By Christina Crowe
Carlene Zindl, Ph.D., joins the Department of Pathology as an Assistant Professor in the Division of Molecular and Cellular Pathology after having worked for years as a researcher and scientist in the Division of Anatomic Pathology. Her position is effective January 1.
Zindl studied mathematics and biology as an undergraduate student in New York before pursuing a Ph.D. in Immunology from Washington University, St. Louis. In 2003 she moved to Birmingham to undertake a postdoctoral fellowship in the UAB Department of Microbiology, first under David Chaplin, M.D., Ph.D., Professor Emeritus. When completed, Zindl then began a second fellowship in 2009 working with Casey Weaver, M.D., Leonard H. Robinson Endowed Chair, Pathology, in the Division of Anatomic Pathology.
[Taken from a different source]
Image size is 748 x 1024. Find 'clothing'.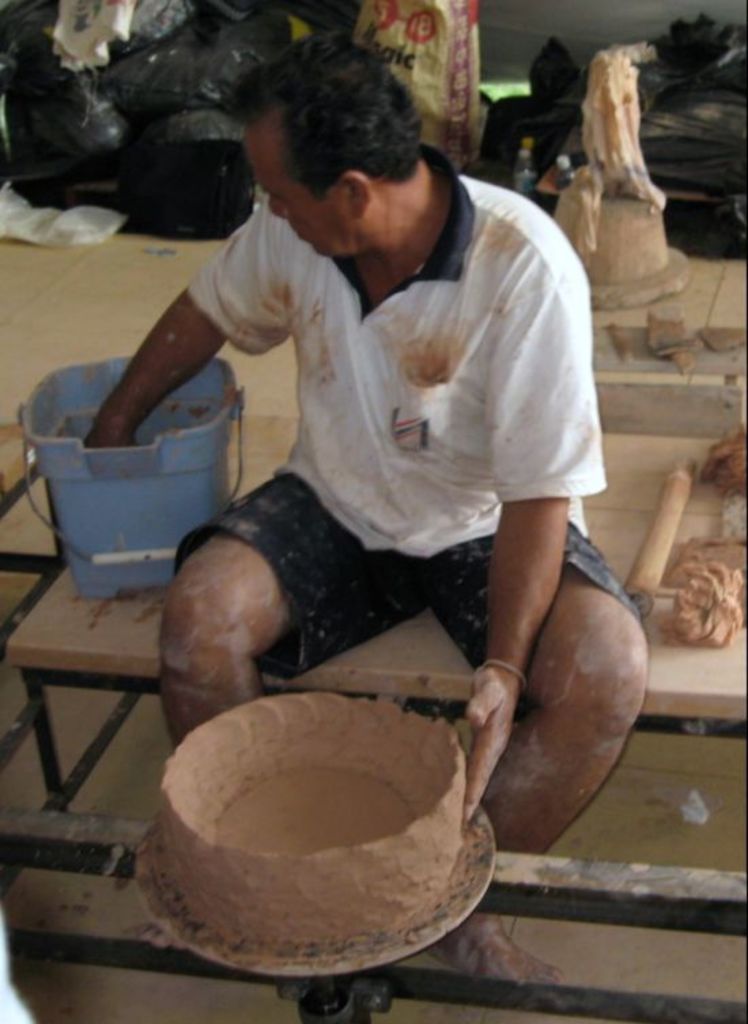
detection(140, 150, 616, 721).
At its completion, Zindl stayed on as a research associate, then scientist, in Weaver’s lab, from 2014 to her present promotion.
In that role Zindl, has collaborated with Weaver on numerous publications of note on their work on immune cells and their roles in defending the gut from dangerous bacteria. In a study published in the journal Immunity, Zindl and Weaver, along with Robin Hatton, Ph.D., Associate Professor, illustrated how two types of immune cells — one a part of the innate immune system and the other a part of the adaptive immune system — play distinct and indispensable roles to defend that barrier.
Additionally, in late 2022, Zindl and Weaver were named awardees of a Method to Extend Research in Time (MERIT) grant from the National Institute of Allergy and Infectious Diseases as a continuation of an R01 award, “Coordination of Innate and Adaptive Immunity in Intestinal Barrier Disease.” The award follows on the R01 funded in early 2022 by NIAID.
Zindl says her overarching career goal is to become an independent investigator exploring the interplay between T cells and intestinal epithelial cells (IECs) in intestinal barrier defense at homeostasis and during enteric infection. She became interested in IL-22 biology when she discovered that neutrophils produce IL-22 in response to chemical damage in the intestines and during an animal model of asthma, she says. A 2018 article with collaborators in the department published in the journal PNAS describing these findings has been cited in over 200 articles.
Working with Dr. Weaver at UAB, Zindl became interested in when and where innate and adaptive cells make IL-22 for host defense in the intestines. Her research published in Immunity (2022) identified a unique role for IL-22–producing T cells in protection of the colonic crypts during Citrobacter rodentium (C.r) infection. Currently, she is writing a manuscript in which her team identified a specialized subset of colonocytes that resides in the mid-distal colon, is pre-dominantly targeted by C.r, and receives T cell-derived IL-22 signals for host protection. In addition, they found that MHCII on IECs is required for sustained T cell-derived IL-22 protection of the crypts. Her future interests include identifying the mechanism(s) by which IL-22–producing T cells protect the intestinal barrier and to further elucidate the role of major histocompatability complex class II (MHCII) molecules on intestinal epithelial cells (IECs) for host protection during enteric infection.
Please join us in congratulating Dr. Zindl on her promotion to assistant professor.